A Nate Diaz fight is something of a rarity these days but the Stockton man will return on Saturday night for just the third fight of his career since the late summer of 2016 when he takes on England’s surging Leon Edwards in the first five-round non-title, non-main event fight in the history of the UFC.
For Edwards, unbeaten in nine fights, this represents an opportunity to break through the glass ceiling and establish himself as a true contender at 170-pounds — but for Diaz, the fight is one which presents an intriguing challenge.
“I was waiting for this whole world to speed back up,” Diaz said to ESPN. “I wasn’t really waiting, I was just trying to get on a good card where everything was happening again, where there’s full crowds, and it was time to go and he’s the one who is winning and doing a good job. He’s got an impressive little record and career going on so let’s take that sh*t.”
Per the oddsmakers, Edwards is the overwhelming favourite to take victory this weekend but Diaz says that this is a familiar position for him and that his body of work throughout his career shows that any talk of counting him out before a punch has been thrown is way off.
“That’s been my whole career is sh*t like that,” Diaz said. “If any of the fighters, to all the fighters out there saying anything about me, if it’s not positive as a motherf*cker, then shut the f*ck up and f*ck you. That’s what I think about you. That’s how my whole career has gone and been.
“If you ain’t got nothing nice to say, don’t say at all because hat’s how I work, anyway. I don’t got nothing nice to say, I keep my predictions and all that s*it to myself because all those guys that are saying about me losing, they’re not s*it themselves.”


- What needs to be done: All records need to be reproduced exactly. Keep every word as it is.

- Available data:
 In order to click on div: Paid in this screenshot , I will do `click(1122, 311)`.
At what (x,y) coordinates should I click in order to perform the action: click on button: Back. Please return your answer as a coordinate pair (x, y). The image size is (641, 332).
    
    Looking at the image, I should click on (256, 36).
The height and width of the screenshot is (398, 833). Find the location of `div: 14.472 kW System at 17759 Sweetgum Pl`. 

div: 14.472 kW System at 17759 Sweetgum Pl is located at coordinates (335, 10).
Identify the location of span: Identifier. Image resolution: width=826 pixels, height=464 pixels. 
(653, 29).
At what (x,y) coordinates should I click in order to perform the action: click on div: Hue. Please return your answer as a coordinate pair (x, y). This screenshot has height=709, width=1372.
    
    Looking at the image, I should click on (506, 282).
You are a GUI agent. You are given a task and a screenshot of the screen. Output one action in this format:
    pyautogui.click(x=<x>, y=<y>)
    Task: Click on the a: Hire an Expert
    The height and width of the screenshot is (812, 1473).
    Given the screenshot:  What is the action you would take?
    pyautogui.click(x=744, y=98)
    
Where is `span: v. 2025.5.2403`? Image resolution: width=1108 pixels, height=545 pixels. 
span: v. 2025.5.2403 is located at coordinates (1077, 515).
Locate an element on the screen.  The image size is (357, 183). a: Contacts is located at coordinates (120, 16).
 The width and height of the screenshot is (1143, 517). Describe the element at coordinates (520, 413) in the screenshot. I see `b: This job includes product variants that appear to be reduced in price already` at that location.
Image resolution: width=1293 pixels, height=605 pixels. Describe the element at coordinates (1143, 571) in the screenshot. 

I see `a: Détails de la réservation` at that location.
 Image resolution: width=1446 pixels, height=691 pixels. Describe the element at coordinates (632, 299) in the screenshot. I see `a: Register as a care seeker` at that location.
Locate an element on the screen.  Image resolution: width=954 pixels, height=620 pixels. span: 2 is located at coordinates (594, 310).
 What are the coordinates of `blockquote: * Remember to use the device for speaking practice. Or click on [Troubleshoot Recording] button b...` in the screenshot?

- Output for this task:
 In order to click on div: Paid in this screenshot , I will do `click(1122, 311)`.
At what (x,y) coordinates should I click in order to perform the action: click on button: Back. Please return your answer as a coordinate pair (x, y). The image size is (641, 332).
    
    Looking at the image, I should click on (256, 36).
The height and width of the screenshot is (398, 833). Find the location of `div: 14.472 kW System at 17759 Sweetgum Pl`. 

div: 14.472 kW System at 17759 Sweetgum Pl is located at coordinates (335, 10).
Identify the location of span: Identifier. Image resolution: width=826 pixels, height=464 pixels. 
(653, 29).
At what (x,y) coordinates should I click in order to perform the action: click on div: Hue. Please return your answer as a coordinate pair (x, y). This screenshot has height=709, width=1372.
    
    Looking at the image, I should click on (506, 282).
You are a GUI agent. You are given a task and a screenshot of the screen. Output one action in this format:
    pyautogui.click(x=<x>, y=<y>)
    Task: Click on the a: Hire an Expert
    The height and width of the screenshot is (812, 1473).
    Given the screenshot:  What is the action you would take?
    pyautogui.click(x=744, y=98)
    
Where is `span: v. 2025.5.2403`? Image resolution: width=1108 pixels, height=545 pixels. 
span: v. 2025.5.2403 is located at coordinates (1077, 515).
Locate an element on the screen.  The image size is (357, 183). a: Contacts is located at coordinates (120, 16).
 The width and height of the screenshot is (1143, 517). Describe the element at coordinates (520, 413) in the screenshot. I see `b: This job includes product variants that appear to be reduced in price already` at that location.
Image resolution: width=1293 pixels, height=605 pixels. Describe the element at coordinates (1143, 571) in the screenshot. 

I see `a: Détails de la réservation` at that location.
 Image resolution: width=1446 pixels, height=691 pixels. Describe the element at coordinates (632, 299) in the screenshot. I see `a: Register as a care seeker` at that location.
Locate an element on the screen.  Image resolution: width=954 pixels, height=620 pixels. span: 2 is located at coordinates (594, 310).
 What are the coordinates of `blockquote: * Remember to use the device for speaking practice. Or click on [Troubleshoot Recording] button b...` in the screenshot?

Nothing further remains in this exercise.